6. CONCLUSION & FUTURE WORKS

This paper takes an important step towards designing non-linear secure aggregation protocols in the federated setting. Specifically, we propose a universal secure protocol to evaluate frequency moments in the federated setting. We focus on an important application of the protocol: correlation test. We give formal security proof and utility analysis on our proposed protocol and validate them with empirical evaluations and downstream use case studies. We also discuss a potential future direction. We deem it promising to provide stronger privacy guarantee for FED-COR by incorporating differential privacy techniques like differentially private frequency moments estimation (Wang et al., 2021) or adding calibrated discrete Gaussian noise (Canonne et al., 2020) to the users' local updates. 

C SAFFRON PROCEDURE REFRESHER

In Sec. 4.2, we adopt the SAFFRON procedure (Ramdas et al., 2018) to perform online FDR control.

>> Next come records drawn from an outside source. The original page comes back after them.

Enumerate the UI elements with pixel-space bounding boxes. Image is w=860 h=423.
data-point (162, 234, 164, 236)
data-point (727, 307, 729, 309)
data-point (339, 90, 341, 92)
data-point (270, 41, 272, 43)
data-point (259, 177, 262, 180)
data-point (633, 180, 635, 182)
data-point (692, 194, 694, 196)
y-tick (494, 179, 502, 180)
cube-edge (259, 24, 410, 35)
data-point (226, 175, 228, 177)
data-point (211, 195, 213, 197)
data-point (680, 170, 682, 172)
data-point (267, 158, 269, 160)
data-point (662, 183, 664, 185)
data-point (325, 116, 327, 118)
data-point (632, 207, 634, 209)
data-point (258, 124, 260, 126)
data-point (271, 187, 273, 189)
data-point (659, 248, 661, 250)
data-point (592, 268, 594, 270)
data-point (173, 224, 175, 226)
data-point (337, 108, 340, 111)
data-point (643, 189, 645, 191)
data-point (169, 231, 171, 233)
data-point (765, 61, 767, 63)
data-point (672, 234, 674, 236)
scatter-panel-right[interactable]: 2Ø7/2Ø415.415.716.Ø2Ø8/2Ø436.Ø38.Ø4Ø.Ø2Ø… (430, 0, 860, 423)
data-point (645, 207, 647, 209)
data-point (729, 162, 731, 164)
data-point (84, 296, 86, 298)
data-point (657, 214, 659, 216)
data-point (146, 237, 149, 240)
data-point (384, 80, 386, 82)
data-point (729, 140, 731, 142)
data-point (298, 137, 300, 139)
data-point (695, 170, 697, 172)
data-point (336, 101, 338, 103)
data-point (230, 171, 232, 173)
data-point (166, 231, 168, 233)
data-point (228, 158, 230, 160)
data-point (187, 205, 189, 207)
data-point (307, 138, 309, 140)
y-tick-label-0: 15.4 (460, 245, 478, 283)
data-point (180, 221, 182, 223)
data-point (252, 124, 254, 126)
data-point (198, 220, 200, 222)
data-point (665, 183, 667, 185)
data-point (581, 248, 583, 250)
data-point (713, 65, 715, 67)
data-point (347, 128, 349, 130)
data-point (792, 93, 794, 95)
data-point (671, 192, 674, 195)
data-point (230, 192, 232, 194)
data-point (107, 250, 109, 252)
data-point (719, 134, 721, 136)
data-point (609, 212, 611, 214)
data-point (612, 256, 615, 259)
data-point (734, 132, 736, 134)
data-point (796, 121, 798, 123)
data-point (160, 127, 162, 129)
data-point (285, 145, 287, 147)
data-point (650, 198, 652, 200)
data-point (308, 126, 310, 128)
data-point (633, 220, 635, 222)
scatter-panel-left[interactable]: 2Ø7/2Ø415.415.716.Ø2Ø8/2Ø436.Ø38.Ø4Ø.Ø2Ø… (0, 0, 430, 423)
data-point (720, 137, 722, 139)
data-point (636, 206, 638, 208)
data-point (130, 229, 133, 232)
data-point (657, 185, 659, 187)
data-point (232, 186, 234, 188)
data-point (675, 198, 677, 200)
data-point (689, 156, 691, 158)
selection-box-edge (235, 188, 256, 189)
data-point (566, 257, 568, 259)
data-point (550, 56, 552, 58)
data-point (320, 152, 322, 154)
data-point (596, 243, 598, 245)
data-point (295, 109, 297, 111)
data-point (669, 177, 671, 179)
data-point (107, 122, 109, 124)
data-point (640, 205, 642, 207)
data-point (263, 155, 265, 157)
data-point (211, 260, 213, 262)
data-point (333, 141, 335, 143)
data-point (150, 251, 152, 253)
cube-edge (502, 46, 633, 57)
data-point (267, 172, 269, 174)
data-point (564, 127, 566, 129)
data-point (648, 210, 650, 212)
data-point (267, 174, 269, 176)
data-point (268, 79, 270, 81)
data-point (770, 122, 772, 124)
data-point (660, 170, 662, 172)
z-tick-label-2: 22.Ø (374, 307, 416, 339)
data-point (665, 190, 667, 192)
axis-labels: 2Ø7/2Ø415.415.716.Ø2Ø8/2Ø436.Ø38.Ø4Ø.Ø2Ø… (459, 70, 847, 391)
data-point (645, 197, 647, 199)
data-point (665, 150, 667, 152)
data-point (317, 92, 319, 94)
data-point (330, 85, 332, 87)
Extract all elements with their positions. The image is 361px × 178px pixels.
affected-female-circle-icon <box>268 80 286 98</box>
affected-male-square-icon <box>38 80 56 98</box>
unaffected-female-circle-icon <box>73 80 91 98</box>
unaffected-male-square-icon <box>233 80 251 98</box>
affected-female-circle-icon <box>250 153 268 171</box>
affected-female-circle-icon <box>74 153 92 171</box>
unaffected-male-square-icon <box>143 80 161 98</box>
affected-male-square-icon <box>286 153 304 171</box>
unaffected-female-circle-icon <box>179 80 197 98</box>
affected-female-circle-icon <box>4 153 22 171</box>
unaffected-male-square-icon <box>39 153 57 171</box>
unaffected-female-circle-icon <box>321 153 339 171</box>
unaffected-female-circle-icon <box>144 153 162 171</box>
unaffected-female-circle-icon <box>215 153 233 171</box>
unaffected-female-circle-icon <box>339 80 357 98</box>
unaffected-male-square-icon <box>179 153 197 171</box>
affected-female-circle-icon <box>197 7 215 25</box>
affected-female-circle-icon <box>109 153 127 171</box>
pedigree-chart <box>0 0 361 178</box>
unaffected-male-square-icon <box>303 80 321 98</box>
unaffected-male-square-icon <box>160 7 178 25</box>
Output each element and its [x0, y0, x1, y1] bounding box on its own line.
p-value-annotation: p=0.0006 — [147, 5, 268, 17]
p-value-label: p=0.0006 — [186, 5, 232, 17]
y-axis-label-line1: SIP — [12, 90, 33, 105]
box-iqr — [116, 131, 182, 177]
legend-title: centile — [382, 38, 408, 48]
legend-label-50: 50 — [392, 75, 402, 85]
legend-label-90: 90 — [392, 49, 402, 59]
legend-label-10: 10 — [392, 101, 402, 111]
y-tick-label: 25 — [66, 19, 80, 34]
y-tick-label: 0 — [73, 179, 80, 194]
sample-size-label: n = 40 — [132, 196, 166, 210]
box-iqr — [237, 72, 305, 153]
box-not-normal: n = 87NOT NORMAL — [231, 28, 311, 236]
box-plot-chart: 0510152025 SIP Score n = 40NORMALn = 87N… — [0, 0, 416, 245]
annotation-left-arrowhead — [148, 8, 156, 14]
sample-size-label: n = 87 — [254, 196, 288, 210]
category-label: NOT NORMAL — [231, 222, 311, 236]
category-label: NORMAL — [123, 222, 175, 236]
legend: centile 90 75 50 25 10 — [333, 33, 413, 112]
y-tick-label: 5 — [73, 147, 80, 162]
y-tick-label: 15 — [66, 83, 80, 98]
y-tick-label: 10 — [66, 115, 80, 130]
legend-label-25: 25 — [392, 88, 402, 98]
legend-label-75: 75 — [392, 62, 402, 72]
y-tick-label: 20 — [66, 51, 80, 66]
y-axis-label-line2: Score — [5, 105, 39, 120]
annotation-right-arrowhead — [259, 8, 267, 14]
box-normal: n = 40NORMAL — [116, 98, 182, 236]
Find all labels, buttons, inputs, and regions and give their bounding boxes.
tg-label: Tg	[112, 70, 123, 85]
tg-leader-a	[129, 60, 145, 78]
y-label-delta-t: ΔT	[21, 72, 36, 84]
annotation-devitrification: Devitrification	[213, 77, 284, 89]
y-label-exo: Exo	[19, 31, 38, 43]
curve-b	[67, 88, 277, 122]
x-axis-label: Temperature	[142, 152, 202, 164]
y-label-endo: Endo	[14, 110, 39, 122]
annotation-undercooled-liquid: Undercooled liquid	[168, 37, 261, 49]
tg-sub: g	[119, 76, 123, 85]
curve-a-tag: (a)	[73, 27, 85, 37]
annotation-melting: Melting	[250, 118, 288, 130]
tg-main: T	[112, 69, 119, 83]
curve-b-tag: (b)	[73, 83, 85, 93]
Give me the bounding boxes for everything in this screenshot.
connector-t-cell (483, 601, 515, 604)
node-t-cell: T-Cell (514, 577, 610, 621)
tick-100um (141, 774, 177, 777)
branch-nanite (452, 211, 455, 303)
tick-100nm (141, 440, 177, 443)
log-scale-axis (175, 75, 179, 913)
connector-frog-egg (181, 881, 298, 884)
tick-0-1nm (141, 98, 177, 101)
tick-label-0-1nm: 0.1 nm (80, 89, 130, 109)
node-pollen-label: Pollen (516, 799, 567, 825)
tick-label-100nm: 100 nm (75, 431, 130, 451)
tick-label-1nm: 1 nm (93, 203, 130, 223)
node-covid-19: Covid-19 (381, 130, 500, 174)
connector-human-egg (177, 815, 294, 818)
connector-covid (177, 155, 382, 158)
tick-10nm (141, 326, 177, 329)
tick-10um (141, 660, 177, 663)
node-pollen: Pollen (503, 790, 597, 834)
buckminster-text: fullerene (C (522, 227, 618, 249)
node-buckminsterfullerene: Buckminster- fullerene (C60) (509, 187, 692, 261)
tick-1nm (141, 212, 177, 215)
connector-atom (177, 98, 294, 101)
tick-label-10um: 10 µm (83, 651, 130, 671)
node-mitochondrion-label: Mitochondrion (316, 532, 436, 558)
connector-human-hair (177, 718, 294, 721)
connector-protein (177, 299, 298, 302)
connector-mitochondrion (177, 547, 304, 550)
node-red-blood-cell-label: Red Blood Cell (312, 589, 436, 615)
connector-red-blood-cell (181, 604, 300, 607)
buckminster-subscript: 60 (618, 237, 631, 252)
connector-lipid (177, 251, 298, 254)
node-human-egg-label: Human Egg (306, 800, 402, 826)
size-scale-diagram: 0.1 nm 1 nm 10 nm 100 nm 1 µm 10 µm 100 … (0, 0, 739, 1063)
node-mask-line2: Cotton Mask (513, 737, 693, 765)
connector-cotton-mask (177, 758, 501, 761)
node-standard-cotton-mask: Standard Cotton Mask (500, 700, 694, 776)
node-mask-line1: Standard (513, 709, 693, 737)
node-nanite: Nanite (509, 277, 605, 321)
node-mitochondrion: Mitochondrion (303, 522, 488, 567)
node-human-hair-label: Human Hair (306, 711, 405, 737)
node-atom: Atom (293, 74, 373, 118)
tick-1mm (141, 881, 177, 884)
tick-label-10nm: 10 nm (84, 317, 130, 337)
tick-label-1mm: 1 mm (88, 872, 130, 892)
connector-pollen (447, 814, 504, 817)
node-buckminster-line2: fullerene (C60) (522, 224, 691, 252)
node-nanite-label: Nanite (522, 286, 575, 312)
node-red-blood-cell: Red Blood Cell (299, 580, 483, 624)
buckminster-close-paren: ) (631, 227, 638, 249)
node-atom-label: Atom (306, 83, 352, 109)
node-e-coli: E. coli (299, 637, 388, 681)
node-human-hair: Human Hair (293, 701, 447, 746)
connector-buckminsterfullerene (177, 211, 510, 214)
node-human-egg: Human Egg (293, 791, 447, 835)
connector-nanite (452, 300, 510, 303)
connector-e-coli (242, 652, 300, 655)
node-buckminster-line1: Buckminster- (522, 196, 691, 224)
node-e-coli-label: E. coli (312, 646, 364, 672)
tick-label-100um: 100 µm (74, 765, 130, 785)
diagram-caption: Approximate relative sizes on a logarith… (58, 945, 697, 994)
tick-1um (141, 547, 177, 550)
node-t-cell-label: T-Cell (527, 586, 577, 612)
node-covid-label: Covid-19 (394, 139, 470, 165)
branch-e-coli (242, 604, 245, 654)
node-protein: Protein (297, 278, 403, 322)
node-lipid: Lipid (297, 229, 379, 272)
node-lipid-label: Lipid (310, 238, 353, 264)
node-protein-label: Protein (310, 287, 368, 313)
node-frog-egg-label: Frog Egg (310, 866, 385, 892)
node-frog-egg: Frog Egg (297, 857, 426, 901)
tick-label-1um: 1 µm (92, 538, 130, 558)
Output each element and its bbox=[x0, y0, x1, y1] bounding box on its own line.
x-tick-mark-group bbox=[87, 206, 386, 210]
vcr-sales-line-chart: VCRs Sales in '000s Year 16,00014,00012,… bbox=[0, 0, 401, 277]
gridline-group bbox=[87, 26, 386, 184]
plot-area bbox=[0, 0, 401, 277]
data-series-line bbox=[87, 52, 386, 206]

SAFFRON procedure is currently the state of the arts for multiple hypothesis testing. In Alg. 5, we formally present the SAFFRON algorithm. The initial error budget for SAFFRON is (1 -λ 1 W 0 ) < (1 -λ 1 α), and this will be allocated to different tests over time. The sequence {λ j } ∞ j=1 is defined by g t and λ j serves as a weak estimation of α j . g t can be any coordinate wise non-decreasing function (line 8 in Alg. 5). R j := I(p j < α j ) is the indicator for rejection, while C j := I(p j < λ j ) is the indicator for candidacy. τ j is the j th rejection time. For each p t , if p t < λ t , SAFFRON adds it to the candidate set C t and sets the candidates after the j th rejection (lines 9-10 in Alg. 5). Further, the α t is updated by several parameters like current wealth, current total rejection numbers, the current size of the candidate set, and so on (lines 11-14 in Alg. 5). Then, the decision R t is made according to the updated α t (line 15 in Alg. 5). The hyper-parameters for the SAFFRON procedure in online false discovery rate control of Sec. 4 are aligned with the setting in Ramdas et al. (2018) . The target FDR level is α = 0.05, the initial wealth is W 0 = 0.0125, and γ j is calculated in the following way: γ j = 1/(j+1) 1.6 10000 j=0 1/(j+1) 1.6 .

D PROOF FOR THEOREM 1

Proof for Theorem 1. To prove Theorem 1, we need the following lemma. Lemma 1 (Security of secure aggregation protocol). Let SECUREAGG be the secure aggregation protocol in Alg. 4 of Appendix B instantiated with cryprographic security parameter λ. There exists a probabilistic polynomial-time (PPT) simulator SIMSA such that for all clients C, the number of clients n, and the aggregated encoding e, the output of SIMSA is perfectly indistinguishable from the view of the real server, i.e., SECUREAGG C ≈ λ SIMSA(e, n). Lemma 1 is derived from the security analysis of our employed secure aggregation protocol (Theorem 3.6 in Bell et al. (2020) ), which establishes that the secure aggregation protocol securely conceals the individual information in the aggregated result. With this lemma, we are able to prove the theorem for federated correlation test by presenting a sequence of hybrids that begin with real protocol execution and end with simulated protocol execution. We demonstrate that every two consecutive hybrids are indistinguishable, illustrating that the hybrids are indistinguishable according to transitivity. HYB 1 This is the view of the server in the real protocol execution, REAL C . HYB 2 In this hybrid, we replace the view during the execution of each SECUREAGG({v (i) x } i∈[n] ) in line 3 of Alg. 2 with the output of SIMSA(v x , n) one by one correspondingly. According to Lemma 1, each replacement does not change the indistinguishability. Hence, HYB 2 is indistinguishable from HYB 1 . Theorem 4 (Computation Cost). Let Π be an instantiation of Alg. 2 with secure aggregation protocol from Bell et al. (2020) , then (1) the client-side computation cost is O(m x log n + m y log n + ℓ log n + mℓ); (2) the server-side computation cost is O(m x + m y + ℓ). Proof sketch for Theorem 4. Each client computation can be broken up as k key agreements (O(k) complexity, line 9 in Alg. 4), generating masks m i,j for all neighbors c j (O(k(m x + m y + ℓ)) complexity, lines 3, 4, 15 in Alg. 2 and line 10 in Alg. 4), sampling encoding matrix P cost O(mℓ), line 13 in Alg. 2, and encoding computation cost O(mℓ) (line 14 in Alg. 2). Thus, the client computation cost is O(m x log n + m y log n + ℓ log n + mℓ). The server-side follows directly from the semi-honest computation analysis in Bell et al. (2020) . The extra O(ℓ) term is the complexity of the geometric mean estimator.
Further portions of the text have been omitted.